Generally in good condition. Surface of a red brown patina, with minor surface dirt and rubbing in places.
In response to your inquiry, we are pleased to provide you with a general report of the condition of the property described above. Since we are not professional conservators or restorers, we urge you to consult with a restorer or conservator of your choice who will be better able to provide a detailed, professional report. Prospective buyers should inspect each lot to satisfy themselves as to condition and must understand that any statement made by Sotheby's is merely a subjective qualified opinion.
NOTWITHSTANDING THIS REPORT OR ANY DISCUSSIONS CONCERNING CONDITION OF A LOT, ALL LOTS ARE OFFERED AND SOLD "AS IS" IN ACCORDANCE WITH THE CONDITIONS OF SALE PRINTED IN THE CATALOGUE.

Catalogue Note

Dr. Melanie Anne Herzog writes of the present work, "In Mexico at mid-century, Elizabeth Catlett produced a number of small terracotta figures, often representing African-American women. Consistent with the social realism that predominated during the years in which she came of age as an artist and infused with her political sensibilities and her empathy for her subjects, she depicted the dignity and the exhaustion of workers, the concerns of mothers for their children, and the crushing realities of poverty. The stylistic range of her sculpture - from naturalistic realism to abstracted angularity - is characteristic of her ongoing exploration of the expressive possibilities of form in service to meaning.
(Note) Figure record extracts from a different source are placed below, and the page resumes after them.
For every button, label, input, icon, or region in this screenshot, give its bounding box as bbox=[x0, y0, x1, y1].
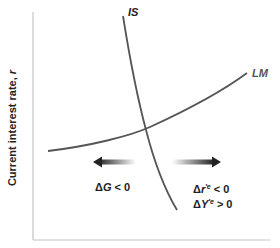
is-curve-label: IS bbox=[128, 6, 138, 18]
y-axis-label-text: Current interest rate, bbox=[6, 74, 18, 186]
lm-curve bbox=[48, 73, 247, 151]
delta-y-annotation: ΔY′e > 0 bbox=[193, 195, 232, 211]
right-arrow bbox=[172, 157, 221, 168]
left-arrow bbox=[93, 157, 136, 168]
y-axis-variable: r bbox=[6, 70, 18, 74]
y-axis-label: Current interest rate, r bbox=[6, 70, 18, 186]
delta-g-annotation: ΔG < 0 bbox=[95, 180, 130, 194]
delta-r-annotation: Δr′e < 0 bbox=[193, 180, 229, 196]
diagram-canvas bbox=[0, 0, 280, 248]
is-curve bbox=[123, 16, 177, 210]
lm-curve-label: LM bbox=[252, 67, 268, 79]
is-lm-diagram: Current interest rate, r IS LM ΔG < 0 Δr… bbox=[0, 0, 280, 248]
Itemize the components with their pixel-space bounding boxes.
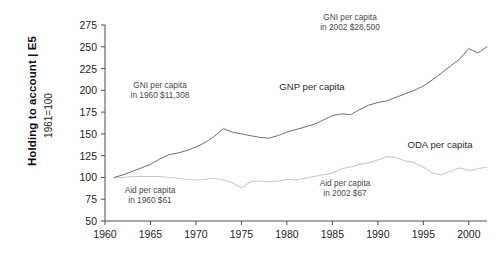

Catlett’s Woman Fixing Her Hair is characteristic in its attention to her subject’s ethnicity and in the simplification of form, with extraneous details eliminated, that gives even such small figures a feeling of monumentality. While she often repeated an image or explored a theme in various materials (her mahogany Woman Fixing Her Hair (1993) is now in the collection of the Metropolitan Museum of Art), she generally conceived of her terracotta figures as both studies and as finished works. The addition of pigment to the surface of this terracotta figure also speaks to this as a finished piece and not simply a preliminary study in form."
We are grateful to Dr. Melanie Anne Herzog for her help with the cataloging of this lot.